Ryder was born on March 8, 1877 at Oberlin, Ohio in the United States. He had his early education at Ann Arbor, Michigan and the Phillips Academy in Andover, Massachusetts, from which he graduated in June 1894, to join Harvard University. He got his A.B. degree from Harvard in June 1897. After teaching Latin and literature at Andover for a year, he went to Germany for graduate studies. He studied at the University of Berlin and the University of Leipzig, from which he got the degree of Doctor of Philosophy in 1901, with a dissertation on the Rbhus in the Ṛgveda. He was an instructor in Sanskrit at Harvard University from 1902 until January 1906, when he moved to the University of California at Berkeley,[1] to its linguistics department,[3] as an instructor in Sanskrit and German.
He became an Instructor in Sanskrit alone later in the same year, became Assistant Professor in 1908, Associate Professor in 1919, and Professor in 1925.
From his arrival at Berkeley until his death, Sanskrit was a separate department with Ryder as chairman and sole member, after which it was absorbed into the Department of Classics.
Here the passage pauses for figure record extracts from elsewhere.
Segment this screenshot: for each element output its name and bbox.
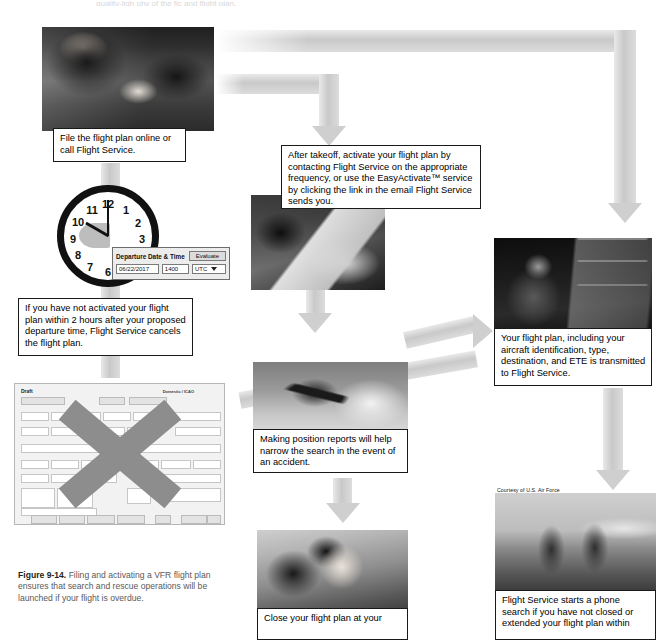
caption-activate-flight-plan: After takeoff, activate your flight plan… xyxy=(281,145,481,209)
caption-phone-search: Flight Service starts a phone search if … xyxy=(495,590,656,640)
figure-number: Figure 9-14. xyxy=(18,570,69,580)
figure-caption: Figure 9-14. Filing and activating a VFR… xyxy=(18,570,233,604)
tablet-in-cockpit-photo xyxy=(251,195,385,290)
person-on-phone-photo xyxy=(257,530,408,614)
clock-number: 11 xyxy=(85,204,99,216)
time-zone-select[interactable]: UTC xyxy=(192,264,226,274)
departure-date-input[interactable]: 06/22/2017 xyxy=(116,264,159,274)
arrowhead-to-close xyxy=(326,503,360,523)
arrow-position-to-close xyxy=(333,478,352,506)
caption-close-flight-plan: Close your flight plan at your xyxy=(257,608,408,640)
arrowhead-to-activate xyxy=(312,126,346,146)
arrow-activate-to-position xyxy=(306,288,325,316)
arrow-service-to-sar xyxy=(603,388,623,474)
chevron-down-icon xyxy=(211,267,217,271)
clock-number: 7 xyxy=(83,261,97,273)
cessna-in-flight-photo xyxy=(253,362,408,429)
clock-number: 3 xyxy=(135,233,149,245)
caption-position-reports: Making position reports will help narrow… xyxy=(253,429,408,473)
arrow-second-down xyxy=(319,74,339,129)
clock-number: 8 xyxy=(71,249,85,261)
form-button-clear[interactable] xyxy=(207,515,221,524)
evaluate-button[interactable]: Evaluate xyxy=(189,251,226,261)
flight-service-specialist-photo xyxy=(494,238,652,334)
figure-canvas: quality-ligh phy of the fic and flight p… xyxy=(0,0,670,640)
cancelled-x-overlay xyxy=(36,385,204,523)
arrowhead-to-flight-service xyxy=(608,203,642,223)
arrow-position-to-service xyxy=(403,316,477,349)
arrowhead-to-position xyxy=(298,313,332,333)
pilot-with-tablet-photo xyxy=(42,27,214,131)
caption-transmitted-to-flight-service: Your flight plan, including your aircraf… xyxy=(494,328,652,386)
form-status-label: Draft xyxy=(21,388,33,394)
departure-widget-title: Departure Date & Time xyxy=(116,253,189,260)
clock-number: 1 xyxy=(119,204,133,216)
clock-number: 10 xyxy=(71,216,85,228)
departure-time-input[interactable]: 1400 xyxy=(162,264,189,274)
search-and-rescue-crew-photo xyxy=(495,493,656,591)
departure-date-time-widget[interactable]: Departure Date & Time Evaluate 06/22/201… xyxy=(112,247,230,280)
clock-number: 9 xyxy=(66,233,80,245)
arrowhead-to-sar xyxy=(596,470,630,490)
clock-number: 2 xyxy=(131,217,145,229)
arrow-top-ribbon xyxy=(216,30,636,52)
cropped-top-text: quality-ligh phy of the fic and flight p… xyxy=(96,0,526,6)
arrowhead-position-to-service xyxy=(473,314,493,348)
clock-minute-hand xyxy=(107,200,109,236)
arrow-right-down-1 xyxy=(614,30,636,206)
caption-not-activated-cancels: If you have not activated your flight pl… xyxy=(18,298,193,356)
caption-file-flight-plan: File the flight plan online or call Flig… xyxy=(53,128,186,162)
arrow-file-to-clock xyxy=(101,163,120,187)
arrow-warning-to-form xyxy=(101,356,120,378)
time-zone-value: UTC xyxy=(195,266,207,272)
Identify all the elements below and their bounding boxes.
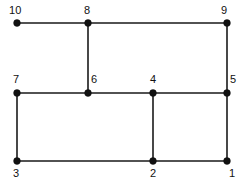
node-label-3: 3	[13, 168, 19, 179]
graph-svg	[0, 0, 245, 189]
node-point-5[interactable]	[224, 90, 231, 97]
node-point-2[interactable]	[150, 158, 157, 165]
node-label-8: 8	[84, 5, 90, 16]
node-point-8[interactable]	[85, 20, 92, 27]
node-label-9: 9	[221, 5, 227, 16]
node-point-1[interactable]	[224, 158, 231, 165]
node-point-7[interactable]	[14, 90, 21, 97]
node-label-2: 2	[150, 168, 156, 179]
node-label-7: 7	[13, 74, 19, 85]
node-label-4: 4	[150, 74, 156, 85]
node-label-6: 6	[91, 74, 97, 85]
diagram-canvas: 12345678910	[0, 0, 245, 189]
node-label-1: 1	[229, 168, 235, 179]
node-point-6[interactable]	[85, 90, 92, 97]
node-point-9[interactable]	[224, 20, 231, 27]
edges-group	[17, 23, 227, 161]
node-label-5: 5	[230, 74, 236, 85]
node-label-10: 10	[9, 5, 22, 16]
node-point-4[interactable]	[150, 90, 157, 97]
node-point-10[interactable]	[14, 20, 21, 27]
nodes-group	[14, 20, 231, 165]
node-point-3[interactable]	[14, 158, 21, 165]
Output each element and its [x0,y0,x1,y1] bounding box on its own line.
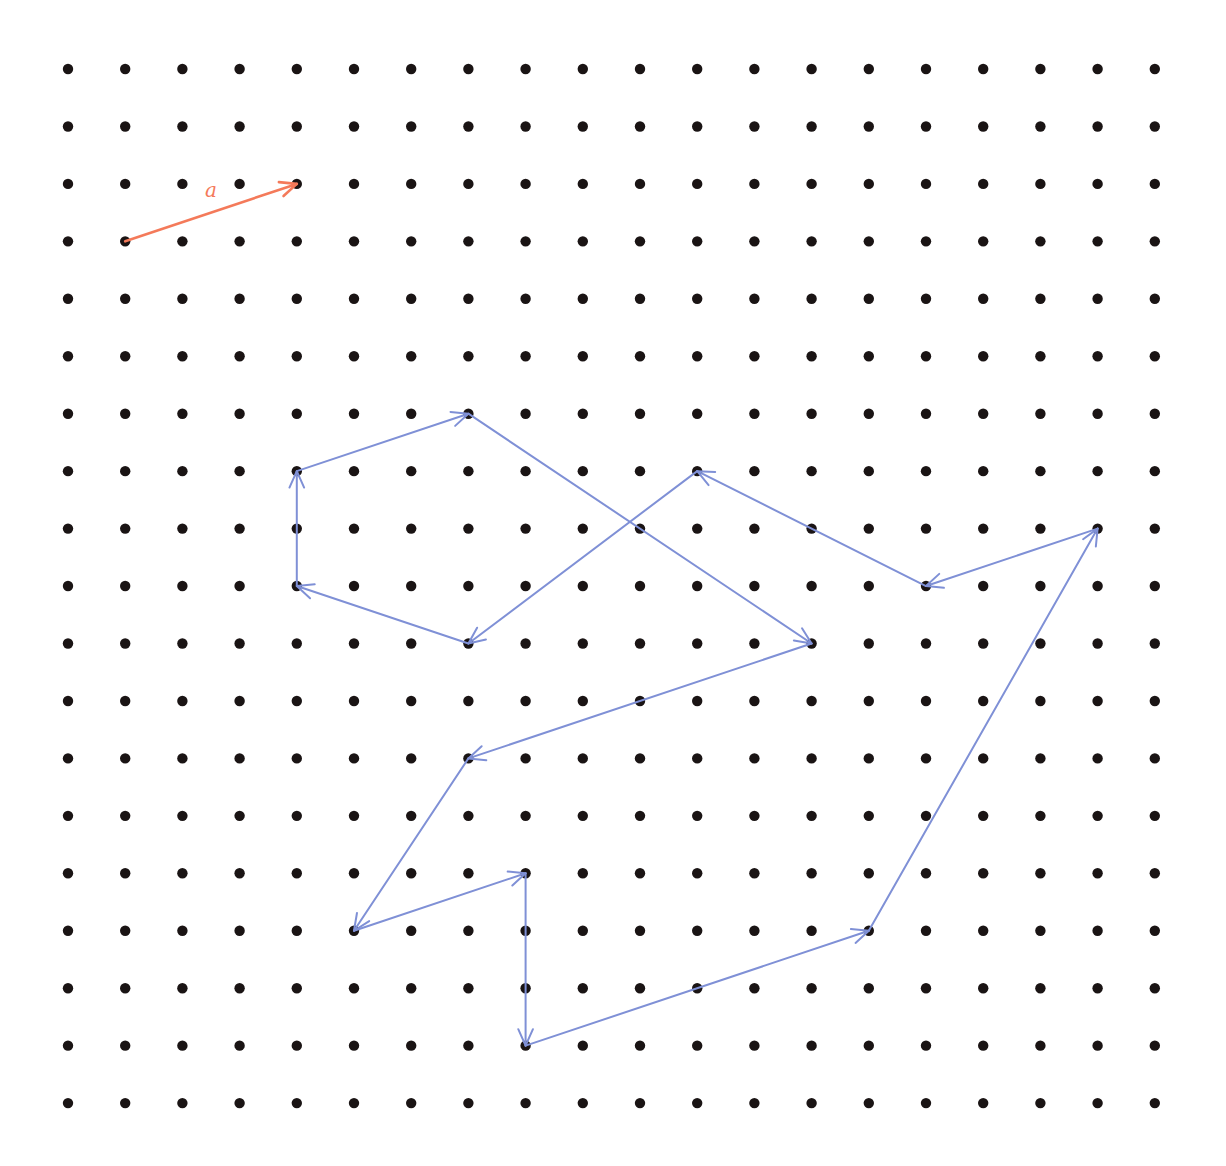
lattice-dot [1035,409,1045,419]
lattice-dot [806,236,816,246]
lattice-dot [978,121,988,131]
lattice-dot [864,811,874,821]
lattice-dot [1150,1098,1160,1108]
lattice-dot [692,351,702,361]
lattice-dot [463,1040,473,1050]
lattice-dot [864,1040,874,1050]
lattice-dot [349,983,359,993]
lattice-dot [1092,236,1102,246]
lattice-dot [1035,179,1045,189]
lattice-dot [1150,926,1160,936]
lattice-dot [806,753,816,763]
lattice-dot [978,523,988,533]
lattice-dot [177,179,187,189]
lattice-dot [635,753,645,763]
lattice-dot [978,811,988,821]
lattice-dot [692,179,702,189]
lattice-dot [120,466,130,476]
lattice-dot [63,121,73,131]
lattice-dot [635,811,645,821]
lattice-dot [749,811,759,821]
lattice-dot [177,351,187,361]
lattice-dot [234,409,244,419]
lattice-dot [1092,409,1102,419]
lattice-dot [234,466,244,476]
lattice-dot [578,179,588,189]
lattice-dot [349,696,359,706]
lattice-dot [978,983,988,993]
lattice-dot [635,64,645,74]
lattice-dot [120,523,130,533]
lattice-dot [1150,1040,1160,1050]
lattice-dot [692,1040,702,1050]
lattice-dot [63,1098,73,1108]
lattice-dot [234,1098,244,1108]
lattice-dot [806,1098,816,1108]
lattice-dot [1092,1098,1102,1108]
lattice-dot [1150,638,1160,648]
lattice-dot [1035,983,1045,993]
lattice-dot [978,179,988,189]
lattice-dot [578,753,588,763]
lattice-dot [349,523,359,533]
lattice-dot [1150,983,1160,993]
lattice-dot [578,638,588,648]
lattice-dot [292,121,302,131]
path-vector-13-shaft [297,414,469,471]
lattice-dot [864,1098,874,1108]
lattice-dot [177,466,187,476]
lattice-dot [63,926,73,936]
lattice-dot [635,1098,645,1108]
lattice-dot [749,236,759,246]
lattice-dot [63,696,73,706]
lattice-dot [578,236,588,246]
lattice-dot [234,696,244,706]
path-vector-9-shaft [697,471,926,586]
path-vector-11-shaft [297,586,469,643]
lattice-dot [234,351,244,361]
lattice-dot [749,638,759,648]
lattice-dot [749,179,759,189]
lattice-dot [806,1040,816,1050]
lattice-dot [635,351,645,361]
lattice-dot [1150,753,1160,763]
lattice-dot [406,1098,416,1108]
lattice-dot [520,351,530,361]
lattice-dot [921,236,931,246]
lattice-dot [177,926,187,936]
lattice-dot [921,638,931,648]
lattice-dot [463,351,473,361]
lattice-dot [177,1098,187,1108]
lattice-dot [1092,868,1102,878]
lattice-dot [978,696,988,706]
lattice-dot [749,351,759,361]
lattice-dot [406,236,416,246]
lattice-dot [1035,64,1045,74]
lattice-dot [921,523,931,533]
lattice-dot [406,294,416,304]
lattice-dot [864,523,874,533]
lattice-dot [463,696,473,706]
lattice-dot [177,983,187,993]
lattice-dot [234,868,244,878]
lattice-dot [978,466,988,476]
lattice-dot [921,868,931,878]
lattice-dot [749,1040,759,1050]
lattice-dot [749,581,759,591]
lattice-dot [63,523,73,533]
lattice-dot [520,409,530,419]
lattice-dot [406,466,416,476]
lattice-dot [578,64,588,74]
lattice-dot [292,811,302,821]
lattice-dot [692,1098,702,1108]
lattice-dot [921,351,931,361]
lattice-dot [1092,581,1102,591]
lattice-dot [63,868,73,878]
lattice-dot [463,121,473,131]
lattice-dot [1035,868,1045,878]
lattice-dot [1092,638,1102,648]
lattice-dot [292,868,302,878]
lattice-dot [63,638,73,648]
lattice-dot [578,351,588,361]
lattice-dot [406,926,416,936]
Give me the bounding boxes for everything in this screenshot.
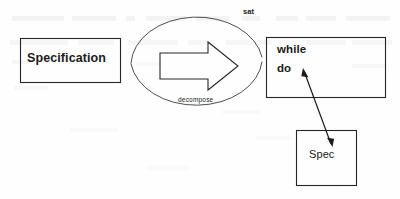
refinement-arrow-line (304, 71, 331, 144)
do-keyword-label: do (277, 62, 291, 74)
while-keyword-label: while (277, 43, 306, 55)
decomposition-ellipse-top-arc (131, 17, 262, 63)
refinement-arrowhead-down (327, 138, 334, 147)
spec-box-label: Spec (309, 148, 334, 160)
diagram-canvas: Specification while do Spec sat decompos… (0, 0, 400, 199)
decompose-annotation-label: decompose (178, 96, 213, 103)
refinement-arrowhead-up (301, 68, 308, 77)
transform-block-arrow (160, 42, 238, 90)
sat-annotation-label: sat (243, 7, 254, 16)
specification-box-label: Specification (27, 51, 106, 65)
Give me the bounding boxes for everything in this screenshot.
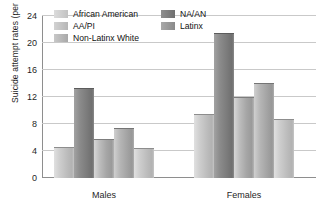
y-tick-label: 20 xyxy=(27,39,37,48)
y-tick-label: 12 xyxy=(27,93,37,102)
legend-label: Non-Latinx White xyxy=(73,33,139,43)
legend-item-latinx: Latinx xyxy=(161,21,206,31)
legend-label: African American xyxy=(73,9,138,19)
x-category-label: Males xyxy=(92,190,116,200)
x-category-label: Females xyxy=(227,190,262,200)
bar xyxy=(234,97,254,178)
y-tick-label: 24 xyxy=(27,12,37,21)
y-tick-label: 0 xyxy=(32,174,37,183)
legend-swatch-icon xyxy=(161,10,175,18)
bar xyxy=(94,139,114,178)
legend-item-african-american: African American xyxy=(54,9,139,19)
legend-item-na-an: NA/AN xyxy=(161,9,206,19)
bar xyxy=(194,114,214,178)
y-axis-title: Suicide attempt rates (per 100) xyxy=(10,0,20,118)
legend-swatch-icon xyxy=(161,22,175,30)
legend-item-aa-pi: AA/PI xyxy=(54,21,139,31)
bar xyxy=(74,88,94,178)
bar-group-females: Females xyxy=(194,16,294,178)
bar xyxy=(274,119,294,178)
legend-swatch-icon xyxy=(54,34,68,42)
y-tick-label: 8 xyxy=(32,120,37,129)
bar xyxy=(134,148,154,178)
bar xyxy=(54,147,74,178)
bar-chart: Suicide attempt rates (per 100) African … xyxy=(0,0,323,213)
y-tick-label: 16 xyxy=(27,66,37,75)
legend-swatch-icon xyxy=(54,22,68,30)
chart-legend: African American NA/AN AA/PI Latinx Non-… xyxy=(54,9,206,43)
bar xyxy=(254,83,274,179)
bar xyxy=(114,128,134,178)
bar xyxy=(214,33,234,178)
legend-label: AA/PI xyxy=(73,21,95,31)
y-axis-line xyxy=(42,16,43,178)
legend-swatch-icon xyxy=(54,10,68,18)
legend-label: Latinx xyxy=(180,21,203,31)
y-tick-label: 4 xyxy=(32,147,37,156)
legend-item-non-latinx-white: Non-Latinx White xyxy=(54,33,139,43)
legend-label: NA/AN xyxy=(180,9,206,19)
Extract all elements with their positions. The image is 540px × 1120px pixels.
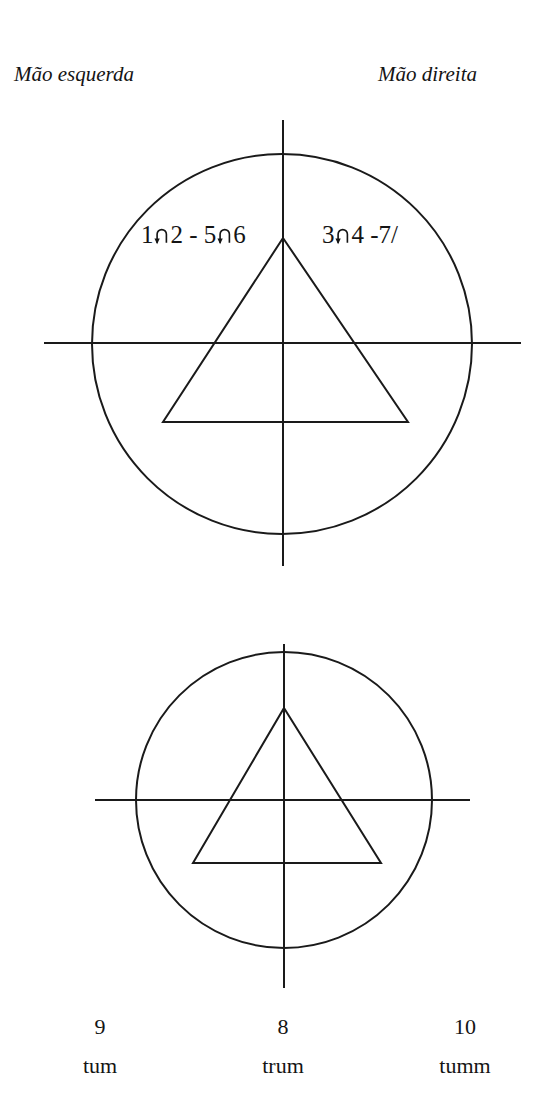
annotation-left-hand: 1 2 - 5 6 [141, 222, 246, 247]
syllable-number: 8 [223, 1016, 343, 1038]
top-figure-triangle [163, 238, 408, 422]
figures-canvas [0, 0, 540, 1120]
syllable-word: tum [40, 1055, 160, 1077]
syllable-column-right: 10 tumm [405, 1016, 525, 1077]
bottom-figure [95, 644, 470, 988]
annotation-left-token-1: 1 [141, 221, 154, 248]
arc-arrow-down-icon [335, 225, 351, 245]
annotation-right-token-1: 3 [322, 221, 335, 248]
syllable-number: 9 [40, 1016, 160, 1038]
diagram-page: Mão esquerda Mão direita 1 2 - 5 [0, 0, 540, 1120]
annotation-right-token-2: 4 -7/ [352, 221, 399, 248]
arc-arrow-down-icon [154, 225, 170, 245]
arc-arrow-down-icon [217, 225, 233, 245]
annotation-right-hand: 3 4 -7/ [322, 222, 398, 247]
top-figure [44, 120, 521, 566]
syllable-column-center: 8 trum [223, 1016, 343, 1077]
bottom-figure-triangle [193, 708, 381, 863]
syllable-number: 10 [405, 1016, 525, 1038]
syllable-word: trum [223, 1055, 343, 1077]
annotation-left-token-3: 6 [233, 221, 246, 248]
annotation-left-token-2: 2 - 5 [171, 221, 217, 248]
syllable-column-left: 9 tum [40, 1016, 160, 1077]
syllable-word: tumm [405, 1055, 525, 1077]
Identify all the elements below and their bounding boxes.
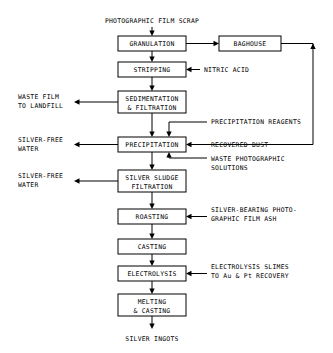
arrowhead-sedimentation-precipitation xyxy=(149,132,154,138)
process-box-precipitation-label: PRECIPITATION xyxy=(125,141,178,149)
arrowhead-baghouse-recycle xyxy=(186,142,192,147)
arrowhead-waste-film xyxy=(74,99,80,104)
flowchart-canvas: GRANULATION BAGHOUSE STRIPPING SEDIMENTA… xyxy=(0,0,333,353)
label-waste-film-line2: TO LANDFILL xyxy=(18,102,63,110)
arrowhead-waste-photographic xyxy=(166,152,171,158)
arrowhead-granulation-stripping xyxy=(149,57,154,63)
arrowhead-sludge-roasting xyxy=(149,204,154,210)
process-box-casting[interactable]: CASTING xyxy=(118,239,186,254)
connector-lines xyxy=(74,27,316,329)
arrowhead-electrolysis-melting xyxy=(149,289,154,295)
arrowhead-feed-granulation xyxy=(149,31,154,37)
input-stream-labels: NITRIC ACID PRECIPITATION REAGENTS RECOV… xyxy=(204,66,301,280)
process-box-baghouse[interactable]: BAGHOUSE xyxy=(219,36,281,51)
arrowhead-silver-free-water-filtration xyxy=(74,178,80,183)
arrowhead-stripping-sedimentation xyxy=(149,86,154,92)
label-silver-free-water-precip-line1: SILVER-FREE xyxy=(18,136,63,144)
output-stream-labels: WASTE FILM TO LANDFILL SILVER-FREE WATER… xyxy=(18,93,63,189)
flowchart-diagram: GRANULATION BAGHOUSE STRIPPING SEDIMENTA… xyxy=(0,0,333,353)
arrowhead-recycle-turn xyxy=(310,44,315,50)
arrowhead-nitric-acid xyxy=(186,67,192,72)
arrowhead-granulation-baghouse xyxy=(214,41,220,46)
diagram-output-title: SILVER INGOTS xyxy=(125,335,178,343)
arrowhead-electrolysis-slimes xyxy=(186,271,192,276)
connector-precipitation-reagents xyxy=(169,122,207,133)
label-silver-free-water-filtration-line1: SILVER-FREE xyxy=(18,172,63,180)
process-box-melting-line2: & CASTING xyxy=(134,307,171,315)
process-box-roasting[interactable]: ROASTING xyxy=(118,209,186,224)
label-electrolysis-slimes-line2: TO Au & Pt RECOVERY xyxy=(211,272,289,280)
label-recovered-dust: RECOVERED DUST xyxy=(211,141,268,149)
process-box-stripping-label: STRIPPING xyxy=(134,66,171,74)
process-box-precipitation[interactable]: PRECIPITATION xyxy=(118,137,186,152)
process-box-silver-sludge-filtration[interactable]: SILVER SLUDGE FILTRATION xyxy=(118,170,186,192)
process-box-melting-casting[interactable]: MELTING & CASTING xyxy=(118,294,186,316)
arrowhead-precipitation-reagents xyxy=(166,132,171,138)
connector-waste-photographic xyxy=(169,156,207,158)
process-box-sedimentation-filtration[interactable]: SEDIMENTATION & FILTRATION xyxy=(118,91,186,113)
process-box-granulation[interactable]: GRANULATION xyxy=(118,36,186,51)
label-silver-bearing-film-ash-line1: SILVER-BEARING PHOTO- xyxy=(211,206,297,214)
process-box-stripping[interactable]: STRIPPING xyxy=(118,62,186,77)
label-silver-free-water-precip-line2: WATER xyxy=(18,145,39,153)
arrowhead-precipitation-sludge xyxy=(149,165,154,171)
label-silver-bearing-film-ash-line2: GRAPHIC FILM ASH xyxy=(211,215,277,223)
arrowhead-silver-free-water-precip xyxy=(74,142,80,147)
process-box-sedimentation-line1: SEDIMENTATION xyxy=(125,95,178,103)
process-box-roasting-label: ROASTING xyxy=(136,213,169,221)
process-box-casting-label: CASTING xyxy=(138,243,167,251)
label-waste-photographic-solutions-line2: SOLUTIONS xyxy=(211,164,248,172)
arrowhead-casting-electrolysis xyxy=(149,261,154,267)
label-silver-free-water-filtration-line2: WATER xyxy=(18,181,39,189)
process-box-baghouse-label: BAGHOUSE xyxy=(234,40,267,48)
diagram-input-title: PHOTOGRAPHIC FILM SCRAP xyxy=(105,17,199,25)
process-box-melting-line1: MELTING xyxy=(138,298,167,306)
process-box-electrolysis[interactable]: ELECTROLYSIS xyxy=(118,266,186,281)
connector-baghouse-recycle xyxy=(190,44,313,145)
arrowhead-film-ash xyxy=(186,214,192,219)
process-box-sedimentation-line2: & FILTRATION xyxy=(127,104,176,112)
arrowhead-roasting-casting xyxy=(149,234,154,240)
label-electrolysis-slimes-line1: ELECTROLYSIS SLIMES xyxy=(211,263,289,271)
label-waste-film-line1: WASTE FILM xyxy=(18,93,59,101)
label-waste-photographic-solutions-line1: WASTE PHOTOGRAPHIC xyxy=(211,155,285,163)
process-box-electrolysis-label: ELECTROLYSIS xyxy=(127,270,176,278)
process-box-silver-sludge-line1: SILVER SLUDGE xyxy=(125,174,178,182)
process-box-granulation-label: GRANULATION xyxy=(129,40,174,48)
process-box-silver-sludge-line2: FILTRATION xyxy=(132,183,173,191)
arrowhead-melting-ingots xyxy=(149,324,154,330)
label-nitric-acid: NITRIC ACID xyxy=(204,66,249,74)
label-precipitation-reagents: PRECIPITATION REAGENTS xyxy=(211,118,301,126)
When in summer 1920 Berkeley first began offering courses in religion and religious education, Ryder was among the faculty, along with Herbert Francis Evans, Walter Goodnow Everett, Morris Jastrow, Jr., and Walter B. Pitkin.
He was a member of the American Oriental Society and the American Philological Association. He was also a member of the Phi Beta Kappa Society, and wrote the society's annual poem for its meeting in 1912.
It is also said that he was at one time ranked one of the two best chess players on the Pacific Coast.